As a general rule, it can be helpful to treat metre in poetry as you would a time signature (or set rhythm) in music. In both cases, different metres and different time signatures conjure up different emotional states. For this reason, they are sometimes also associated with specific topics (the rhythm of troops marching, for instance, would seem to provide a natural vehicle for conveying scenes of war).
So, just as in music the rhythm of 2 beats to a bar conveys connotations of marching, a rhythm of 3 beats to a bar is associated with dancing the waltz, while 4 beats to the bar is far more open and susceptible to conveying just about anything at all, the same is (loosely speaking) true of the number of stresses (or beats) one finds in lines of poetry. At one end of the scale, 2 beats to the line is likely to convey a sensation of constraint, 3 and 4 of song, while 5 beats to a line traditionally features in poems that present somebody talking, either in the form of a set speech or as a part of a conversation.
(Some scholars have argued that the tetrameter – i.e. four-beat metre – is the dominant form of popular and oral poetry in English. What this means is that if a poem sounds as if it could be sung or if its metre is so audible that you know you are listening to a poem that has a sing-song quality and could not possibly be an example of everyday prose speech, it is most likely to be a tetrameter or a metre that functions like a tetrameter. The only metre that does not sound anything like this is the pentameter – i.e. five-beat metre – which has a much less sing-song quality and sounds much closer to regular speech).
The particular emotional state conjured up by the metre depends too on the pattern of stressed and unstressed syllables contained in each line. Whereas a sequence of dactyls (DUM de de) can convey a sensation of running, skipping or speed in general (and therefore a wide range of emotions to boot, be it, say, joy or trickery), a sequence of trochees (DUM de), by contrast, suggests something much heavier, more insistent and perhaps more threatening – but in any case quite different – despite the fact they differ only in the presence of an additional unstressed syllable in the dactyl.
Compare, for instance, the emotional quality of the following, primarily dactylic, lines from the poem ‘The Lost Leader’ by Robert Browning
Just for a handful of silver he left us,
Just for a riband to stick in his coat—
Found the one gift of which fortune bereft us,
Lost all the others she lets us devote;
They, with the gold to give, doled him out silver,
So much was theirs who so little allowed:
How all our copper had gone for his service!
with these trochaic lines from William Blake’s poem ‘The Tyger’
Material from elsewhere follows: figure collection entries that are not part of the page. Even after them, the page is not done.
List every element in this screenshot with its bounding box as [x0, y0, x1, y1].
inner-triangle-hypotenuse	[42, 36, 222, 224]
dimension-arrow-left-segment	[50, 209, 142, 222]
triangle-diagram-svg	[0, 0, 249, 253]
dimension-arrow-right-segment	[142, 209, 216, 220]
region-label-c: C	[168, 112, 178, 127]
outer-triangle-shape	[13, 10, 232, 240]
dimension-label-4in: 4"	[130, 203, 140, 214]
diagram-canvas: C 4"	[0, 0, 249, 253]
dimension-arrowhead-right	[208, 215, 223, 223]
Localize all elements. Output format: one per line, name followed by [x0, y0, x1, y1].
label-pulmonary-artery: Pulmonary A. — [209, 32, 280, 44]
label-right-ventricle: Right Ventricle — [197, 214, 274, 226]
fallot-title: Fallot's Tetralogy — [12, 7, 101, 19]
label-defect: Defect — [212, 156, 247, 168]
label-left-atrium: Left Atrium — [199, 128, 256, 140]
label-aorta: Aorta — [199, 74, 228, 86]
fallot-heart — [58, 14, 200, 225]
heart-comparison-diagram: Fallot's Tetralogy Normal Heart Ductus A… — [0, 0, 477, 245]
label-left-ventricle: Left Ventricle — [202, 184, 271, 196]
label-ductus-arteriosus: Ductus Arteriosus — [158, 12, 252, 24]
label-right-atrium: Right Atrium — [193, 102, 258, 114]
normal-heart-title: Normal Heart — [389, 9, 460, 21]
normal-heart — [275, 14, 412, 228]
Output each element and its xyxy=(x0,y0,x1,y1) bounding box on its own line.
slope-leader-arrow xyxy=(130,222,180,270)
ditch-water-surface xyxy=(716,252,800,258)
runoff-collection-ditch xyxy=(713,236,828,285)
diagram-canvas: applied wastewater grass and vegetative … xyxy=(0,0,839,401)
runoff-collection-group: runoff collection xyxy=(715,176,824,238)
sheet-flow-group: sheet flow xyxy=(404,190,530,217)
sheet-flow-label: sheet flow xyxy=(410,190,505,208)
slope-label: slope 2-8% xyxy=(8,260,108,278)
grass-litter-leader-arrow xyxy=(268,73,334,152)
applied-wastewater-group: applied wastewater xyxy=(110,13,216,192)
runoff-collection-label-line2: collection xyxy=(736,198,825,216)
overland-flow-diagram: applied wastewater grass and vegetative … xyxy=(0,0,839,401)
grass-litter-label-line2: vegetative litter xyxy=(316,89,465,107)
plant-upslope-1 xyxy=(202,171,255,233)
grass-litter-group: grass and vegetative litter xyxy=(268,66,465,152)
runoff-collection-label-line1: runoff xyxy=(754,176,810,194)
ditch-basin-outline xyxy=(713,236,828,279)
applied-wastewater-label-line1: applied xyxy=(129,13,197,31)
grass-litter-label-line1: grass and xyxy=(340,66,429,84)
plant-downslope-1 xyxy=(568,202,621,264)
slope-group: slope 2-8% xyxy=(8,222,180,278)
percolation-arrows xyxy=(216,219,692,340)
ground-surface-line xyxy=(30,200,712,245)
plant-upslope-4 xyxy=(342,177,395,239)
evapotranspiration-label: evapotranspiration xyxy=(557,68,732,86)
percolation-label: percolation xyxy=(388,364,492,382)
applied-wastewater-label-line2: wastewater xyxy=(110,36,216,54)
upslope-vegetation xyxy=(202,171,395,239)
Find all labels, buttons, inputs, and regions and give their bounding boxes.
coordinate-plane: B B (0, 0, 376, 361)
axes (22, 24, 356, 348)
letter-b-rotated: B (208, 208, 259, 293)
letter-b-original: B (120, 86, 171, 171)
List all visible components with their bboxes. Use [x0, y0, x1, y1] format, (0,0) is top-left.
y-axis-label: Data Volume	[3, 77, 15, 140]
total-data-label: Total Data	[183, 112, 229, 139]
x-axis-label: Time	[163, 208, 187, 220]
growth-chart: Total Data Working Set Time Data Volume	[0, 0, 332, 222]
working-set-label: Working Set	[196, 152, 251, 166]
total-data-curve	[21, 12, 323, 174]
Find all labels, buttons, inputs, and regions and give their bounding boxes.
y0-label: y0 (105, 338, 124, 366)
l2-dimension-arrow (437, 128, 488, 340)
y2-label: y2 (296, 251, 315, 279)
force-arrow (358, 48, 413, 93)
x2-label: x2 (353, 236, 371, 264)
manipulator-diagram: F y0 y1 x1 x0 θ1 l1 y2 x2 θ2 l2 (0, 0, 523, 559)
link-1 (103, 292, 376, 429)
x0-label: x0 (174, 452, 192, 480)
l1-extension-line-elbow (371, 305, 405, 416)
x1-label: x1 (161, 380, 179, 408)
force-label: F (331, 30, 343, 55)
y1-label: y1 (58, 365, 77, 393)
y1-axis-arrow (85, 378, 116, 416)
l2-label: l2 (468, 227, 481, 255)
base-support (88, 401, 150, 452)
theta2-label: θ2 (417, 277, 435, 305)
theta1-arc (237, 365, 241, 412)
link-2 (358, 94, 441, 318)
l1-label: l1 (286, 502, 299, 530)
As these two examples illustrate, a metre identifies the general pattern of stressed and unstressed syllables that characterise a given line, passage or poem. This pattern is rarely adhered to in a rigorous and unbending manner all the way through, though, for this would feel mechanical, lifeless and uninteresting. Not one of the lines I have quoted from Browning’s ‘The Lost Leader’ ends with a dactyl, for instance, while the stanza I have quoted from Blake’s ‘The Tyger’ shifts in its final line from trochees to iambs. These examples illustrate how a poem’s metre, including variations in that metre, both contribute to the poem’s music and affect the manner in which we respond to the words these lines contain.
You should be aware that even literary scholars do not always agree either on what they think is the predominant metre of a poem or on how the metre expresses itself in individual lines. As with the meaning of a poem, then, metre is not necessarily something that resides objectively in the poem independent of the person reading it; rather, it can be something individual readers find – and thus bring to life – for themselves in their reading of the poem. Like the meaning, that is, metre can be a matter of interpretation: the rhythms we experience as we read the poem inform our understanding of the poem, just as our understanding of the poem is likely to inform the rhythms we hear as we read the poem.
Exercises for interpreting metre
Ask yourself the following questions of the poem you are reading and consider whether the way in which you answer them is relevant for the manner in which you interpret the poem as a whole:
- Does the poem have a regular metre?
- If it does have a regular metre, what kind of metre is it and how does its particular patterning affect the emotional state in which you find yourself responding to the poem?
- Also, if the poem has a regular metre, how do individual adaptations of or breaks from the predominant metre affect your reading of particular moments in the poem?
- If the poem does not have a regular metre, how does this affect the manner in which you respond to the words it contains?
One of the poems we are using as a case study in this unit is Emily Dickinson’s poem 657 (‘I dwell in Possibility’). My discussion of this poem here (the first of the two videos included on that page) includes (from the 2 minute 27 seconds mark on) a consideration of the poem’s metrical ballad form.